HABs, Dead Lobsters, and Barcodes:
The Culture Center in Biodiversity Research

Ideally, in a microbial culture center, strains are isolated into culture, identified and characterized, maintained, improved, and disseminated. This ideal contrasts with the operation of many culture collections, in which strain isolation, identification, characterization, and improvement functions may be minimized, lessening the value of the collection and its products.

Two examples from harmful algal bloom research (“green tide”-forming chlorophyte Ulva and the ciguatera-associated dinoflagellate Gambierdiscus) and one from marine parasitology (Neoparamoeba, a facultative amoebal pathogen of finfish and shellfish) will illustrate the potential of the culture center model. Another opportunity for culture centers comes from today’s sheer volume of microbial biodiversity research. Barcoding initiatives promise to “flood the market” with sequence data – much of which cannot now be coupled with a living organism.

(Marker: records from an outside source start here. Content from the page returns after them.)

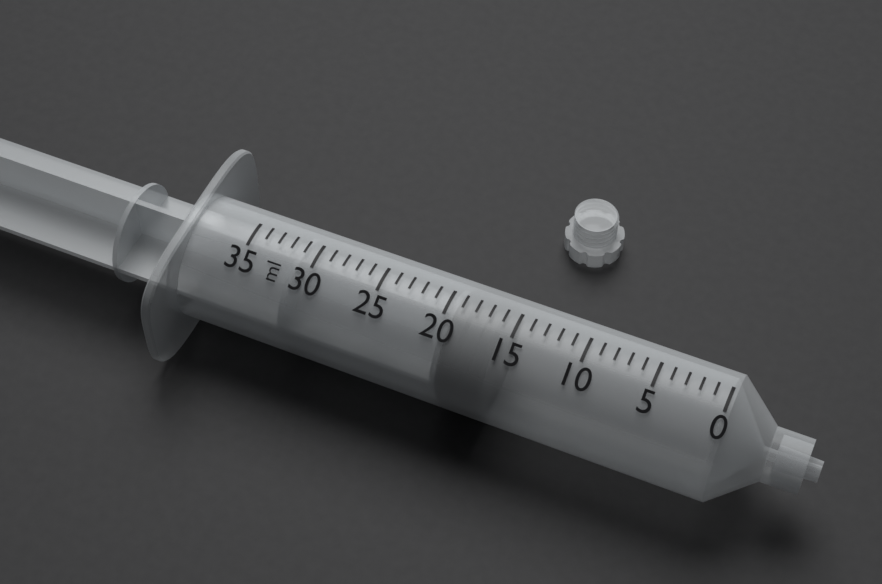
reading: 16 ml
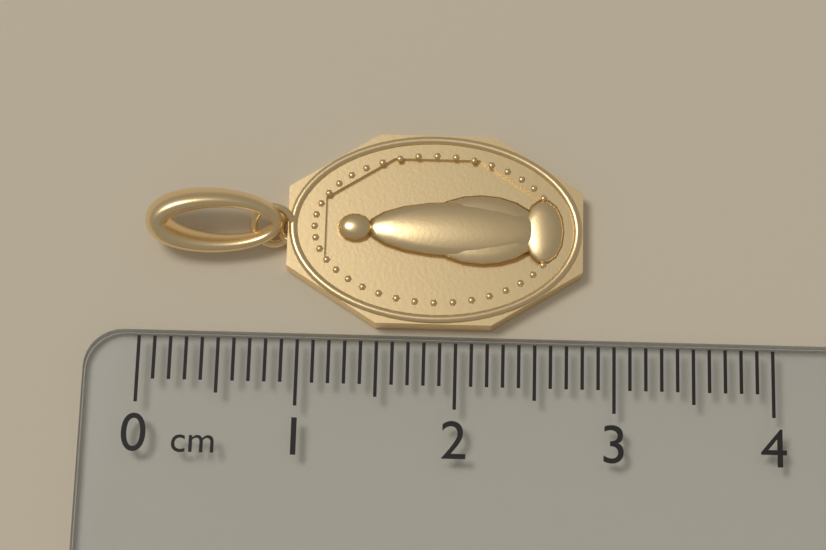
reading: 2.8 cm
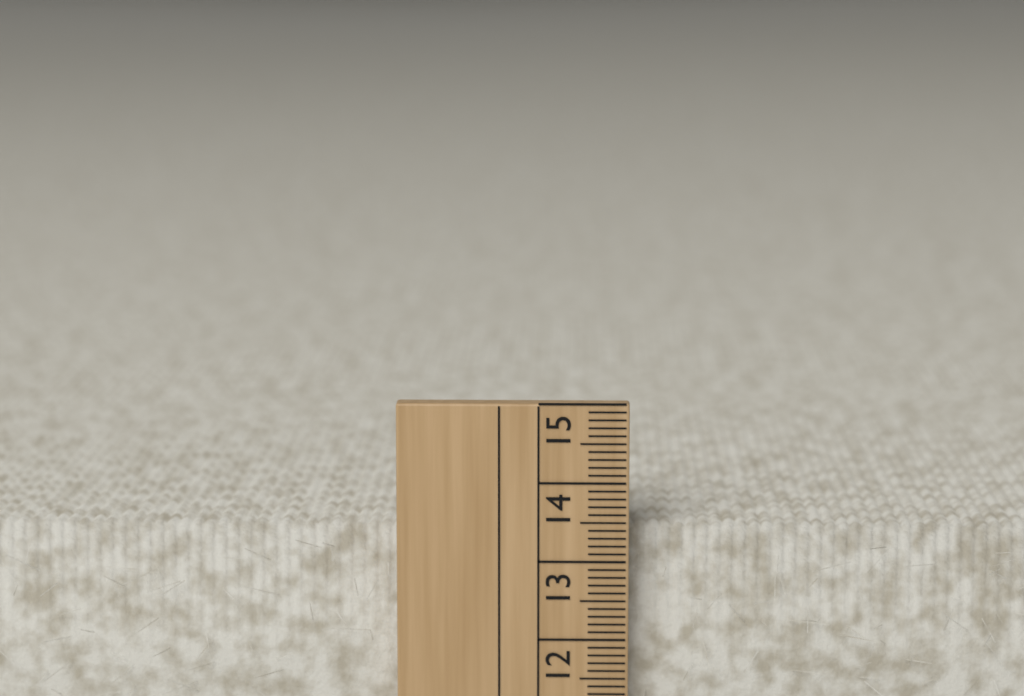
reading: 13.4 cm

Strategies for establishing a robust culture center include investment in labor-saving procedures for culture maintenance (especially cryopreservation) and the establishment of partnerships with researcher and user communities.

Presenter:

Dr. Charles J. O'Kelly
Senior Research Scientist
Bigelow Laboratory for Ocean Sciences
West Boothbay Harbor, Maine

Friday
March 30, 2007
11:00 a.m.
Pacific Ocean Science & Technology Building, POST 723

Refreshments will be served after the seminar in POST 121

The Pacific Research Center for Marine Biomedicine (PRCMB) is a newly established center at the University of Hawaii dedicated to trans-disciplinary research designed to gain new knowledge about the profound impacts of the ocean on human health. The Center is funded by the National Science Foundation and the National Institute of Environmental Health Sciences.